Factbox-Crypto companies crash into bankruptcy

By Dietrich Knauth

(Reuters) – 2022 has been a rough year for the crypto industry. The price of bitcoin has dropped 65% since the start of the year, the cryptocurrency Luna suffered a total collapse in value, and crypto exchange FTX went from buying Super Bowl ads to crash landing into bankruptcy.

Here are the major crypto companies that have gone bankrupt in 2022.

FTX

FTX’s implosion was the biggest and most spectacular crypto downfall in 2022 thus far. The Bahamas-based exchange started the year with a $32 billion valuation, hired celebrities including Larry David and Tom Brady for flashy Super Bowl ads, and put its name on the home arena of the NBA’s Miami Heat. FTX, which said it had more than a million users, positioned itself as a “white knight” that could rescue other crypto firms amid market turbulence earlier this year.

But by November, FTX went bankrupt after a week in which a possible merger with rival crypto exchange Binance failed, FTX founder Sam Bankman-Fried dealt with allegations that he had funneled customer deposits to FTX’s affiliated trading firm Alameda Research, and the exchange suffered withdrawals of about $6 billion in just 72 hours. Bankman-Fried has said he is “deeply sorry about what happened” and acknowledged a “massive failure of oversight of risk management,” but said he did not intentionally commingle FTX’s user deposits with Alameda’s trading activity.

John Ray, the new CEO brought in to oversee FTX’s bankruptcy, said he had never before seen “such a complete failure of corporate controls” – and Ray was the executive tasked with cleaning up Enron’s debts in the wake of its early-2000s accounting fraud scandal.

BLOCKFI

Crypto lender BlockFi was the first crypto company to follow FTX into bankruptcy, filing for Chapter 11 about two weeks after FTX’s collapse.

BlockFi had several ties to FTX, and it had relied on a $400 million FTX credit facility to stay afloat after competing crypto lenders Voyager Digital Ltd and Celsius Network went bankrupt as a result of market turbulence earlier in 2022.

BlockFi has previously said it had 450,000 users and intends to ask a bankruptcy judge to allow some of them to withdraw funds. The users that would be able to withdraw funds have non-interest-bearing BlockFi Wallet accounts, which BlockFi created earlier this year as part of a $100 million settlement with the U.S. Securities and Exchange Commission.

THREE ARROWS CAPITAL

The crypto hedge fund Three Arrows Capital (3AC) was the first major crypto firm to go bankrupt in 2022, brought down by the collapse of cryptocurrencies Luna and TerraUSD in May. Those meltdowns roiled crypto markets around the world, wiped out $42 billion in investor value, and led to an arrest warrant in South Korea for the cryptocurrencies’ developers.

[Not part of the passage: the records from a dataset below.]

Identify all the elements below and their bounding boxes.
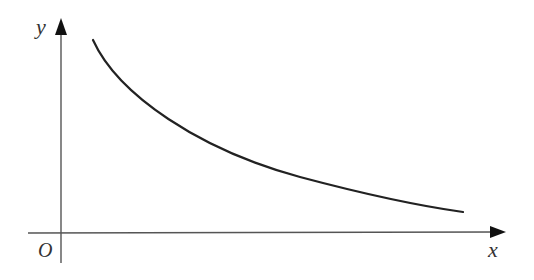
function-graph: y x O: [0, 0, 534, 280]
x-axis: [28, 232, 495, 233]
x-axis-label: x: [487, 237, 498, 262]
y-axis-label: y: [34, 14, 46, 39]
y-axis-arrowhead-icon: [55, 18, 67, 35]
function-curve: [93, 40, 463, 212]
origin-label: O: [38, 239, 52, 261]
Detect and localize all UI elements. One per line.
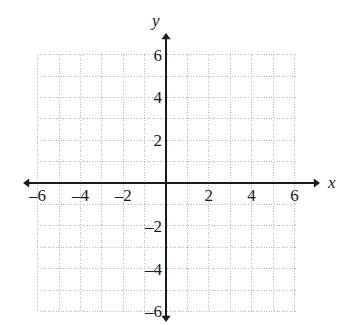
y-tick-label: –2 — [136, 218, 162, 235]
axis-lines — [29, 39, 314, 316]
axis-arrowheads — [23, 33, 320, 322]
coordinate-plane: –6–4–2246 642–2–4–6 x y — [0, 0, 343, 325]
y-tick-label: –6 — [136, 303, 162, 320]
x-tick-label: –2 — [113, 187, 133, 204]
grid-and-axes — [0, 0, 343, 325]
y-tick-label: 4 — [136, 89, 162, 106]
x-tick-label: –6 — [28, 187, 48, 204]
x-axis-label: x — [328, 174, 336, 191]
x-tick-label: 2 — [199, 187, 219, 204]
y-tick-label: 2 — [136, 132, 162, 149]
x-tick-label: –4 — [70, 187, 90, 204]
x-tick-label: 4 — [242, 187, 262, 204]
x-tick-label: 6 — [284, 187, 304, 204]
y-tick-label: 6 — [136, 47, 162, 64]
y-tick-label: –4 — [136, 261, 162, 278]
y-axis-label: y — [152, 12, 160, 29]
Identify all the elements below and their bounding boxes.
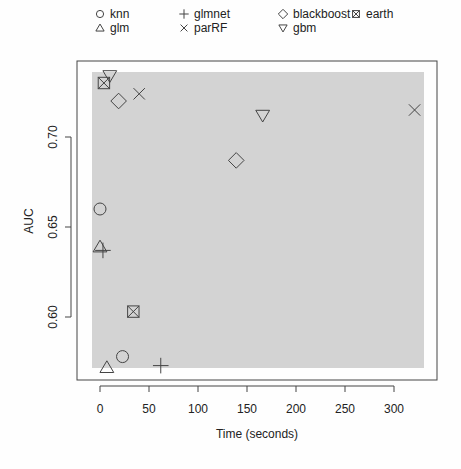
x-tick-label: 100 xyxy=(188,402,208,416)
legend-parRF-icon xyxy=(181,25,188,32)
x-tick-label: 50 xyxy=(142,402,156,416)
x-tick-label: 250 xyxy=(335,402,355,416)
legend-earth-icon xyxy=(353,11,360,18)
y-tick-label: 0.65 xyxy=(46,215,60,239)
scatter-chart: 050100150200250300Time (seconds)0.600.65… xyxy=(0,0,461,469)
x-tick-label: 200 xyxy=(286,402,306,416)
legend-label-glm: glm xyxy=(110,21,129,35)
legend-glm-icon xyxy=(96,24,104,31)
x-axis-label: Time (seconds) xyxy=(216,427,298,441)
y-tick-label: 0.70 xyxy=(46,125,60,149)
legend-label-blackboost: blackboost xyxy=(293,7,351,21)
x-tick-label: 300 xyxy=(384,402,404,416)
legend-label-gbm: gbm xyxy=(293,21,316,35)
x-tick-label: 150 xyxy=(237,402,257,416)
y-axis-label: AUC xyxy=(22,208,36,234)
legend-gbm-icon xyxy=(279,25,287,32)
legend-blackboost-icon xyxy=(278,9,287,18)
legend-label-glmnet: glmnet xyxy=(194,7,231,21)
legend-knn-icon xyxy=(96,10,103,17)
shaded-region xyxy=(92,72,424,368)
legend-glmnet-icon xyxy=(179,9,188,18)
legend-label-earth: earth xyxy=(366,7,393,21)
legend-label-parRF: parRF xyxy=(194,21,227,35)
y-tick-label: 0.60 xyxy=(46,305,60,329)
legend-label-knn: knn xyxy=(110,7,129,21)
x-tick-label: 0 xyxy=(97,402,104,416)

Singapore-based 3AC, which was reported to have $10 billion in cryptocurrency earlier in 2022, began bankruptcy proceedings in the British Virgin Islands in June.

Professionals overseeing 3AC’s liquidation have said that its founders fled overseas and are not cooperating with efforts to recover assets for creditors.

VOYAGER DIGITAL

Voyager, a New Jersey-based crypto lender, in July filed for bankruptcy in the United States after 3AC defaulted on a crypto loan worth more than $650 million.

Voyager had hoped to move its bankruptcy quickly through the U.S. court system, having reached an agreement in September to sell its assets for $1.4 billion in crypto to FTX.

The proposed sale fell through following FTX’s implosion, and Voyager reopened discussions with other potential buyers, including the crypto exchange Binance.

CELSIUS NETWORK

Another crypto lender brought down by the Terra and Luna collapse, Celsius Network began its U.S. bankruptcy case in July on rockier footing than Voyager.

Since then, Celsius has been embroiled in disputes over fraud investigations, disparate treatment of customer accounts, customer privacy, and its spending on a new bitcoin mining facility.

Celsius’ bankruptcy judge has appointed an examiner to investigate whether Celsius operated as a Ponzi scheme and to broadly review the company’s finances. Celsius has said it welcomed an independent review, but it expressed concern about overlapping investigations undertaken by its creditors, state securities regulators and the bankruptcy examiner.